Every local knew how to do this fluently and the cultural exchange continued. It was rustic fare of incredible provenance, each course being paired with a special beer. The meal was topped off with colostrum pudding, made from the first milk produced by a cow after giving birth of the young. Rich in fat and protein, it’s prepared frequently in this area. Once boiled and cooled, the final texture varies depending on when the cow was milked. The colostrum we tried was almost crumbly. Washing down the dessert with plentiful caraway akvavit, a strong sense of conviviality was growing between organisers and guests alike.

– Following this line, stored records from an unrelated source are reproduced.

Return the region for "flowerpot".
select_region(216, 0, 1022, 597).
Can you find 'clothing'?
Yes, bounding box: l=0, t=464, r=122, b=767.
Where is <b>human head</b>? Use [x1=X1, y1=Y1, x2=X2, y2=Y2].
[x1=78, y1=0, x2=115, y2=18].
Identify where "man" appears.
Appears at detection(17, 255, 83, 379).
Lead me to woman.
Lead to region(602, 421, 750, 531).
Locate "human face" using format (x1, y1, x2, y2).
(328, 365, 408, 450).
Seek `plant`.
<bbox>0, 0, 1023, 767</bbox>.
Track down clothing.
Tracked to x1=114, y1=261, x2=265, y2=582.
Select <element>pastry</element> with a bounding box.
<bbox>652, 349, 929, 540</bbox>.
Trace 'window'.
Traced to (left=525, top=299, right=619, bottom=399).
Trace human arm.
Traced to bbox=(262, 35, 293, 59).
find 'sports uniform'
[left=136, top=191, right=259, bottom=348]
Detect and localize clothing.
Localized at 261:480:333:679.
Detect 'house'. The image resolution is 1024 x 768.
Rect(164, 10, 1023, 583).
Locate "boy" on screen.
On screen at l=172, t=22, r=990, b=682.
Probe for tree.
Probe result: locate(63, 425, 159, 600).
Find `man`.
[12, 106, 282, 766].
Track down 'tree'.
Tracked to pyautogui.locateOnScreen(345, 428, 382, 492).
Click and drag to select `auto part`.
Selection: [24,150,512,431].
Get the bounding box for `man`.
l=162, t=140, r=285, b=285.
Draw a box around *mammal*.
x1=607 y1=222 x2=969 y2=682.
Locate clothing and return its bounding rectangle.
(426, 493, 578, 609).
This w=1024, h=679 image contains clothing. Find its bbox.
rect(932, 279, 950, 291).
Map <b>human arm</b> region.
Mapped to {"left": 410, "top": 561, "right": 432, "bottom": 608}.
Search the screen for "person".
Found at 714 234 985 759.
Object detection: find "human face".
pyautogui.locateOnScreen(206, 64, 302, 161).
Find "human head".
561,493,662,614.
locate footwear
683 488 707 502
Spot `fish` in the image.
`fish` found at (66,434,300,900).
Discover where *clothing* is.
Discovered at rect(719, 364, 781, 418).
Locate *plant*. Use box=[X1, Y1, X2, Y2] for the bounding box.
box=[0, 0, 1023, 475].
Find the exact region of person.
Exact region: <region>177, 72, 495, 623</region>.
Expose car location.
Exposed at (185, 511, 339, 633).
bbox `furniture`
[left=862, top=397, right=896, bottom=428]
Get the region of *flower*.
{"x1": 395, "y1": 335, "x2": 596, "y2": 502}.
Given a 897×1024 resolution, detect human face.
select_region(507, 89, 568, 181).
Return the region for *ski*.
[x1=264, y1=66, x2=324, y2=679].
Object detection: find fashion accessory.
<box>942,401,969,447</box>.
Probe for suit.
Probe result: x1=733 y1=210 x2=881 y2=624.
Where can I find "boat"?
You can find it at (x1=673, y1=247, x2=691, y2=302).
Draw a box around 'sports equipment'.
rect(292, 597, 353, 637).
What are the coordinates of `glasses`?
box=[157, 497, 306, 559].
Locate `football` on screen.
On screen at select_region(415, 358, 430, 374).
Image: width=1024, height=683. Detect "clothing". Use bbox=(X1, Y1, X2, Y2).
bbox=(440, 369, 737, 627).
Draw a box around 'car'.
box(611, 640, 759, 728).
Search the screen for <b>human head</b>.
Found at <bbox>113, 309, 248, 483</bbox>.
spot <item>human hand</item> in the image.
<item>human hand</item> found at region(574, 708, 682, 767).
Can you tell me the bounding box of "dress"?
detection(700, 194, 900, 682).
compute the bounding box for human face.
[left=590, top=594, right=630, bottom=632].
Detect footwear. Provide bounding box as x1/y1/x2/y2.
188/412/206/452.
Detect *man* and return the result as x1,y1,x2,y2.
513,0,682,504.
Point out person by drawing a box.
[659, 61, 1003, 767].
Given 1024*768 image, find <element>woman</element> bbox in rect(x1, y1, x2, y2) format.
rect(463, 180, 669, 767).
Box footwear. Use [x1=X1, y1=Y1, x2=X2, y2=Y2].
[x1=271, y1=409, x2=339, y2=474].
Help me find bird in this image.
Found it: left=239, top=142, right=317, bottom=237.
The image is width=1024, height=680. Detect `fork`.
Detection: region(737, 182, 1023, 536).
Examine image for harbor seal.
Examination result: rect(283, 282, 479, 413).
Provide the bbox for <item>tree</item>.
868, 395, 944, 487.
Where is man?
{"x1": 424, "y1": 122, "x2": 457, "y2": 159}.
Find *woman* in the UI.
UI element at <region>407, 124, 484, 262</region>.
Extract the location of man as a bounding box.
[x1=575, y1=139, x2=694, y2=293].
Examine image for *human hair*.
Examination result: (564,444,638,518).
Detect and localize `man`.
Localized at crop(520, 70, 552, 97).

The following day we arrived to find a shallow grave dug into the ground and a steamy fire raging in the damp hole. Food historian and Viking archaeologist Daniel Serra stood stooped over a nearby table, rubbing fresh juniper berries into half a dozen lamb legs. The legs were wrapped in dough, laid between spiky green juniper branches, and lowered into the hole along with a pile of white hot rocks. Serra talked us through every part of process and its historical relevance as he lit a second fire upon which to roast fist-sized royal purple turnips, harvested some 50 meters away.
While the lamb roasted in its fiery hole, we were treated to a memorable foraging trip with Stephen Barstow, navigating all sorts of edible weeds in amongst the turnips, fat hen, and pineapple weed for making tea and winter cress; woodland plants such as rock bramble and rowan berries; and various mushrooms including hedgehog fungus, chanterelle, edible milk cap and fly agaric. Those present were taught how to eat the iconic fly agaric toadstool, dissolving the toxins by boiling slices in repeated changes of water, a process best described here.
Over the weekend, the trees shifted rapidly from green to an autumnal copper. The changing of the seasons happens very quickly in the far north, and this dramatic arrival of cold heralds the equinox, shortened days, and the arrival of a challenging winter ahead. It’s an important time to fatten up.
The morning was garnished by symposium-style talks, including one from a Sami reindeer herder, Laila Spik, who spoke of how animals and plants here were not not only used for food and nourishment, but also for medical purposes. Further thoughts on rare, wild, and perennial vegetables came from Barstow, and I was given the floor to explore the ideas of how eating guinea pigs in Peru benefits each species in the bilateral agreement. In case you’re interested, these guinea pigs are kept warm and fed premium garden veg trimmings in people’s houses—people who then have a great, fresh source of meat without creating an ecological impact. All these videos of these talks will be online soon enough, so watch the Arktisk Matfestival Twitter feed.
As we exhumed our lunch, the ground bellowing juniper-and-lamb-scented steam, we unpicked the charred dough cover to expose succulent and fatty lamb. Our alfresco lunch around a fire was a complete pleasure, and it seemed there was nobody more fitting to have present than two gentlemen legendary for their serious lunching habit—chefs Fergus Henderson and Trevor Gulliver of St. John restaurant in London. These two big-hearted souls brought their warmest of spirits to the north, and it was these two who brought our afternoon to a close with glorious reflections on everything from logic and meat to magic.
For a memorable, informative, and reaffirming few days, save the dates for next year—Sunday 20th and Monday 21st September 2015. After a season of diving for sea urchins in the Arctic, the motivated and inspiring Sloan will be curating the event, which will be centred on the theme “oceans”. I’m honoured to let you know that I have been asked to be the host, and I can really say, with every bone in my body, that I look forward to welcoming you all to the wonderful little town of Mosjøen, and introducing you to some friends of mine.